Time keepers
As a griever for a lost love I am by default a keeper of time. I mark Thursday afternoons with a whole new lens; I notice the seasons change more so than in the past. I notice the winter coming on, the dark afternoons and early evenings that will cocoon me easier, the joy of summer that I am afraid to fully feel. And the bittersweet crisp air of Autumn - his favorite time of year. I notice what it means when spring comes around. The season of love when all things are new and fresh, full of hope and love is in the air. It does not go by without a pang, never mind that it is also the time of year my husband died. I keep in my heart the seasons that have lapsed since his death (it's the fourth spring he missed, he'd be out in the yard raking, cleaning). Wow, four really?? Time to me feels like it zips by at an extraordinarily fast pace now. I have this sense of it running out. I can't figure out if that is because I am intimately acquainted with death or because I am getting older, or if it is just me and how I am. I remember before Terry died, the month and weeks leading up to his death I was obsessed with dying, thinking it was me that I was on the way out. I see that death anxiety now for what it was, a unknowing of knowing.
But this death anxiety persists sometimes, and I have this sense that I have to make right and fix and change my life before it is too late. I end each day with regret that it didn't happen yet, whatever "it" happens to be on this specific day. I sigh I lament oh shit this or that has not taken place and there goes one more day when I missed the opportunity to do ___________. It's a shitty way to live, the exact opposite of the all profound and smugly right "live in the moment" bullshit mantra, the "all we have is now" hijacked Buddhist philosophy.
For me right now it is impossible to live in the moment. What I have in my life now might be what inmates on death row feel? Or maybe a person diagnosed with a terminal illness? But I am not terminally ill (although in some sense we all are aren't we?) yet I have this oh shit here it comes and I am not ready mentality. This -I have not lived and time's a wasting-philosophy. This urge to quickly fix, remedy, mend, repair, rejuvenate, reconcile, ameliorate, correct "it" before times runs the hell out. Don't you get it, why can't you do it, you know it but can't seem to move forward Sussey-what the fuck? It's pathetic in a way. So I keep time instead. I count the days since his death, not the accomplishments or the changes or the growth or the backsliding instead I count the days months and years. Like something magical will happen if a certain period of time passes. And all that happens is time passes, and I am that much closer to it being over. Yeah not good, not good.
Is there a stage of grief called stagnation? If not, there should be. I am in it. I am in a certain limbo or life in waiting. I recently went back on the antidepressants for the oh 100th time. I surrendered to the constant negative thoughts, agitation and irritability and teary mornings and nights, to the dysthymia and disinterest in life. Once again giving over to the fact that ok maybe the brain chemistry is off, those circuits of neurotransmitters of serotonin and norepinephrine aren't kicking in like they should be. But I have this other side that says, wait a minute depression is a stage of grief. It's normal to feel this. It is but I don't have to be depression do I? Frankly, I am tired of talking to my head about the difference so I surrendered. I will submit, I will watch the time go by and see if I still keep counting off the days like the gallows await. I will note the season of love go by, anticipate the summer in the hopes of fully feeling it without fear. I will keep track of the days you have been gone from me. For right now I do not know what else to do.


### GOAL OF THE EXERCISE
Copy every line of the following data that includes the string "tspan".
______
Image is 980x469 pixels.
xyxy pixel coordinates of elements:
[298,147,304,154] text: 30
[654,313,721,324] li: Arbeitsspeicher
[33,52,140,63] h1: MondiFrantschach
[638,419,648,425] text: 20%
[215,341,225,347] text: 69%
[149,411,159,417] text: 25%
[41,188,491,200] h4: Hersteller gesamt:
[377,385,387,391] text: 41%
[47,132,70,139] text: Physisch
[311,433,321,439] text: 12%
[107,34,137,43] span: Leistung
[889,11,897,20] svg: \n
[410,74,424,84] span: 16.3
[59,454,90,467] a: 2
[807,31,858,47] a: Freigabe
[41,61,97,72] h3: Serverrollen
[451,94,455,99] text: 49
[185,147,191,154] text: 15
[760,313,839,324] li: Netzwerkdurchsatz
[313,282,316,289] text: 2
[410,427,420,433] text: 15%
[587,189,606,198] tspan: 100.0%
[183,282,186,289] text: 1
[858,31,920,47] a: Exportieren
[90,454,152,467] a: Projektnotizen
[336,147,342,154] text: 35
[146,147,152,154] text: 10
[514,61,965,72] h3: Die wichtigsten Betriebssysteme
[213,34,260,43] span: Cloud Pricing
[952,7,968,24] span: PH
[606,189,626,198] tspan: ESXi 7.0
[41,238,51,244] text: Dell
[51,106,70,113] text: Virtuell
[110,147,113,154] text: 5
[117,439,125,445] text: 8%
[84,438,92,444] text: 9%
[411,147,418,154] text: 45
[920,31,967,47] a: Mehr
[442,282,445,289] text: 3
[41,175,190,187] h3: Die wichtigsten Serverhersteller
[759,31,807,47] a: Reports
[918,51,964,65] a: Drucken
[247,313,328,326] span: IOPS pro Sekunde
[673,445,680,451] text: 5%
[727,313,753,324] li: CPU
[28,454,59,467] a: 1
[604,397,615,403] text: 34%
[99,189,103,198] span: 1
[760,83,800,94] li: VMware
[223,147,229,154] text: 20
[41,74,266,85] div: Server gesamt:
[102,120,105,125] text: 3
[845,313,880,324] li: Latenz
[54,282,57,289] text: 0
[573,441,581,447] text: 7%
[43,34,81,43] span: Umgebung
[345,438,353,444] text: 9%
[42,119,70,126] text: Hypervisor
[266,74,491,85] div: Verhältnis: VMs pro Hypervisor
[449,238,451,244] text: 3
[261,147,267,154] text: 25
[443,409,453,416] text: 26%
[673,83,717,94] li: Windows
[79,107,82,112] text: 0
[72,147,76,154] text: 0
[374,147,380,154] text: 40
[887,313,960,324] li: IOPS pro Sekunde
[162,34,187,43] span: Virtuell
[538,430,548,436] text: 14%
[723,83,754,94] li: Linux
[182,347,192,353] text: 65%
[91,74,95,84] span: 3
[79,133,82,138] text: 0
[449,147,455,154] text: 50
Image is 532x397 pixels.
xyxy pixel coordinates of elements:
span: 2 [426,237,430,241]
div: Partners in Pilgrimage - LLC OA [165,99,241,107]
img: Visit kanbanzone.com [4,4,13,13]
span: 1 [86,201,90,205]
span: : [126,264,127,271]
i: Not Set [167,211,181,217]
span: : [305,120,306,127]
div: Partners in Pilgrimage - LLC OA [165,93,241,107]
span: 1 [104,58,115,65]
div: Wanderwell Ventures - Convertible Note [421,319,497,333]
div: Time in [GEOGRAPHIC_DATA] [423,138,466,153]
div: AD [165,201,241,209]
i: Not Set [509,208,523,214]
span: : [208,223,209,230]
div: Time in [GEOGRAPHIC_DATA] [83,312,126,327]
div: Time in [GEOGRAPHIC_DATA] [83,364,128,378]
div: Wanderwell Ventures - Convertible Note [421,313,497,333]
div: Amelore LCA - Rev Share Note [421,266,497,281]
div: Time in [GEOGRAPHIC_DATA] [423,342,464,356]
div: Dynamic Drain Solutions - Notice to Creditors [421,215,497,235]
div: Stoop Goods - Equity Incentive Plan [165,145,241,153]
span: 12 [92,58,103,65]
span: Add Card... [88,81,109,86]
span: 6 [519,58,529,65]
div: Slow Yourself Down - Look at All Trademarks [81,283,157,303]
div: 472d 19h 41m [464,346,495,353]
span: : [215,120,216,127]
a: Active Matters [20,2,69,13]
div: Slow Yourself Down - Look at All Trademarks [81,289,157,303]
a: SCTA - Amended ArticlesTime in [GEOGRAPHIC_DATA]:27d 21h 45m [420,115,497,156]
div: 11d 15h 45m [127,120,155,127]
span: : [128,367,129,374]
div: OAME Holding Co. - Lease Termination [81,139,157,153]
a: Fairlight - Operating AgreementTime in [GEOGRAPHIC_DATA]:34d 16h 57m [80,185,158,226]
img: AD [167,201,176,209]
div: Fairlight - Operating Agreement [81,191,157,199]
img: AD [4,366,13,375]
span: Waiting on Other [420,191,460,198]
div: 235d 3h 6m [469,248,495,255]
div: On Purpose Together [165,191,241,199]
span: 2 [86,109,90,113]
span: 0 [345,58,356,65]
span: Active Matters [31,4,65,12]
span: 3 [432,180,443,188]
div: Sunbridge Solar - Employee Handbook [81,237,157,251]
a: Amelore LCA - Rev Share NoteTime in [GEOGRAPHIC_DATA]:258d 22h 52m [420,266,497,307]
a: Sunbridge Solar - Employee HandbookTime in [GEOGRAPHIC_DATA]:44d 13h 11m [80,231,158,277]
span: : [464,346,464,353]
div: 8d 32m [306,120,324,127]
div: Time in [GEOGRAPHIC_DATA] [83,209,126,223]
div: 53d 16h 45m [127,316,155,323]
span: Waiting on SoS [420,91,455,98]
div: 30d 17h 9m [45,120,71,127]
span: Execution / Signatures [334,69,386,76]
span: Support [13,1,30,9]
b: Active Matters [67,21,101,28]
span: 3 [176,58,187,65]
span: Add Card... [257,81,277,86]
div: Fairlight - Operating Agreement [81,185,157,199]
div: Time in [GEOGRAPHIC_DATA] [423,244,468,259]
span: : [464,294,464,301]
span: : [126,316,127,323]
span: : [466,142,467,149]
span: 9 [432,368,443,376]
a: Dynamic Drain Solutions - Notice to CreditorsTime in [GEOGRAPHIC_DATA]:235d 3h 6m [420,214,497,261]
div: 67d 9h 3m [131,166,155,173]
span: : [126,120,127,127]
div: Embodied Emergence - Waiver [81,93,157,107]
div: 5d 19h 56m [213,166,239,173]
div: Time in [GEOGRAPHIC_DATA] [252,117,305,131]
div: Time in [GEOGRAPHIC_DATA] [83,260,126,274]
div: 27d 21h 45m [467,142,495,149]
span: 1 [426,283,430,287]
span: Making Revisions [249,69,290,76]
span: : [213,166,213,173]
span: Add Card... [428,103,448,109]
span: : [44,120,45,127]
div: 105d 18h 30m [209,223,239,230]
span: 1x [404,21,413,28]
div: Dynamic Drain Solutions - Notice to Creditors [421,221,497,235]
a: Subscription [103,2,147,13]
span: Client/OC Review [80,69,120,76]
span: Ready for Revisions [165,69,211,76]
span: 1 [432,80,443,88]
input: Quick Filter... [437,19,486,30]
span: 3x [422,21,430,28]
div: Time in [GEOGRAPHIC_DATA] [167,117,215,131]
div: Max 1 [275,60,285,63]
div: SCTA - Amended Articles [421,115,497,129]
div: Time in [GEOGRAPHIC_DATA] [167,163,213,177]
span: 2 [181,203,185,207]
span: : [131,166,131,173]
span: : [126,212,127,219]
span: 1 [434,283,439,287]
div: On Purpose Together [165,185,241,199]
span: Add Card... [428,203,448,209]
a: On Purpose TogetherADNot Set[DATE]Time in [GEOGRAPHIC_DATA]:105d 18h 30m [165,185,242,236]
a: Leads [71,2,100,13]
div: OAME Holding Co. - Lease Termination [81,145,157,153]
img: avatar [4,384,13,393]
______
### ANSWER TO THIS TASK
[587,189,606,198] tspan: 100.0%
[606,189,626,198] tspan: ESXi 7.0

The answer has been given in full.